Entertainment
This 'PEN15' Episode Might Be The Frankest Depiction Of Female Puberty On TV
Spoilers ahead for PEN15 Season 1. Maya Ishii-Peters (Maya Erskine) is horny and feels bad about it. Hulu's PEN15, produced in part by Lonely Island, follows Maya and her best friend Anna (Anna Konkle) as middle schoolers in the year 2000. The two have the kind of obsessive, do-everything-together friendship distinctive of 13-year-old girls, but when Maya starts masturbating on PEN15, she's too embarrassed to tell Anna.
It's a tale as old as time: while making her My Little Ponies kiss, Maya feels her crotch pulsate and realizes that touching it feels good. Suddenly, everything turns her on — sand dunes, eyebrows, ears, knees, they all remind her of sex. Anna, meanwhile, is having problems at home, and doesn't understand why Maya keeps blowing her off. As viewers know, that's because she quite literally can't stop touching herself. It's a whole new frontier, and the seventh grader spends hours in her bed, in her closet, and even in the bathroom at school stimulating herself.
But Maya is also deeply ashamed about what she's doing. Beyond the fact that when the boys at school talk about masturbating at lunch, Anna calls them "pervs," masturbation has always been more taboo for women than men — particularly at such a young age. And after Maya's mom says that her late grandfather (or Ojichan, as their family calls him), watches over them at all times, she begins to see his ghost as a physical manifestation of her shame. Every time she thinks about touching herself, he appears, looking down at her in disappointment.
When Maya finally comes clean to Anna about what she's been up to, it's through nervous tears. "I'm like Sam, only I'm grosser because I'm a girl," she explains, referring to a male classmate. "And I'm a pervert, and I really shouldn't be doing what I'm doing. I've been putting my hands down my pants — my area — down there to feel good."
She expects her friend to confirm her worst fears, but Anna instead offers, "When I'm in bed, sometimes I put my hands between my legs to feel good." Maya then asks if she feels gross, to which Anna responds, "How gross can I feel if you do it, too?" (A later scene reveals that Anna is actually just placing her folded hands between her legs in a completely non-sexual way, but the little white lie helps to assuage Maya's guilt).
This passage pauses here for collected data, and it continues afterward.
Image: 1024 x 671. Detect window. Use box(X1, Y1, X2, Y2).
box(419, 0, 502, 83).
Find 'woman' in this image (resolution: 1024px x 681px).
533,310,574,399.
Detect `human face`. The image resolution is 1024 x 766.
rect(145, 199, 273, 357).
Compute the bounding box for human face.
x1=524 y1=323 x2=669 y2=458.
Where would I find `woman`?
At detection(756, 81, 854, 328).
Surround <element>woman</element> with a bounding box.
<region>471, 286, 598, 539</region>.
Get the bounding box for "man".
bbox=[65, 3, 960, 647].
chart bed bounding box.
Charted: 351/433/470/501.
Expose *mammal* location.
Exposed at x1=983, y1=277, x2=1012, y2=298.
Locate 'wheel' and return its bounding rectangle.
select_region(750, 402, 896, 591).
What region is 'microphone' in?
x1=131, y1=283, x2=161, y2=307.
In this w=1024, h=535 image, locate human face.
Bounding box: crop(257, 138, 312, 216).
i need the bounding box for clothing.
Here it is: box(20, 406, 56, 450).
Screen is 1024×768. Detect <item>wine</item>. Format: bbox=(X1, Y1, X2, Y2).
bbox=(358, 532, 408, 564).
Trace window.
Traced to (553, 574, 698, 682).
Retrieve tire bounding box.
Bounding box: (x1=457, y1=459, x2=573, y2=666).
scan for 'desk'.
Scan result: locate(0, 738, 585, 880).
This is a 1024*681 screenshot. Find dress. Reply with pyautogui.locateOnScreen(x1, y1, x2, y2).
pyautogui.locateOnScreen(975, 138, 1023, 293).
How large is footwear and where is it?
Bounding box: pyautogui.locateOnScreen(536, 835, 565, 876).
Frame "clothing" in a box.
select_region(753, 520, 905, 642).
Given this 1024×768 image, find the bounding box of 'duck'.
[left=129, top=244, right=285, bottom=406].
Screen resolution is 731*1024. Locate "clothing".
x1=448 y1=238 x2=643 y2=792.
Granted, it's still uncomfortable to watch the extended, zoomed-in scenes of Maya having an orgasm while hunched over in her closet, but that's the point. It forces us to watch an incredibly intimate moment that's often glossed over in pop culture. After all, how many male masturbation scenes have been featured on movies and TV? Certainly, the playing field has been evened in recent years, but there's yet to be a female-focused scene as iconic as Ted's pre-date ritual in There's Something About Mary or Sydney's masturbation station in I Love You, Man.
As Broadly pointed out, Charlotte's addiction to Vibratex's "rabbit" vibrator in Sex and the City — which aired over 20 years ago — was a revolutionary storyline. The episode helped to destigmatize sex toys, and likely female masturbation along with it. "To see this character, who's a little more prim and proper, discover her sexuality likely resonated with a lot of women [who might have thought]: 'Wow, if Charlotte is willing to spend an evening with her vibrator, what's it doing for her?'" Shay Martin, Vibratex's vice president, told Forbes last August. "I think it allowed shy women to say, 'Hey, this is okay. I can experience this and not be judged.'"
Since Charlotte's masturbation marathons, there have been other frank depictions on-screen: Cosmo UK cites important female masturbation scenes from shows like Broad City, Fleabag, UnREAL, and Girls, among others, while Refinery29 mentions Insecure.
That said, these are all examples involving adult women, and it can be tricky to depict middle schoolers discovering their bodies in a respectful yet honest way. Netflix's animated series Big Mouth achieved this in Season 2, when Missy (Jenny Slate) realizes it feels good when she rubs her stuffed animal in a certain way over her crotch. She has no idea what she's doing is masturbation (which Maya seems to understand in PEN15) — only that it feels great. That is, until the Shame Wizard (David Thewlis) comes along and tells her that what she's doing is disgusting.
Missy eventually rejects any stigma associated with horniness, as does Maya with Ojichan — her own personal Shame Wizard. That Maya's self-gratification is portrayed by a real person, not a cartoon, makes it that much more realistic and impactful, while the fact that actor Maya Erskine is actually 31 keeps the scenes from feeling invasive or exploitative. It's a no-nonsense look at female self-pleasure that ultimately reveals how normal and common it really is, and while it may be happening on a show called PEN15, that means everything for women.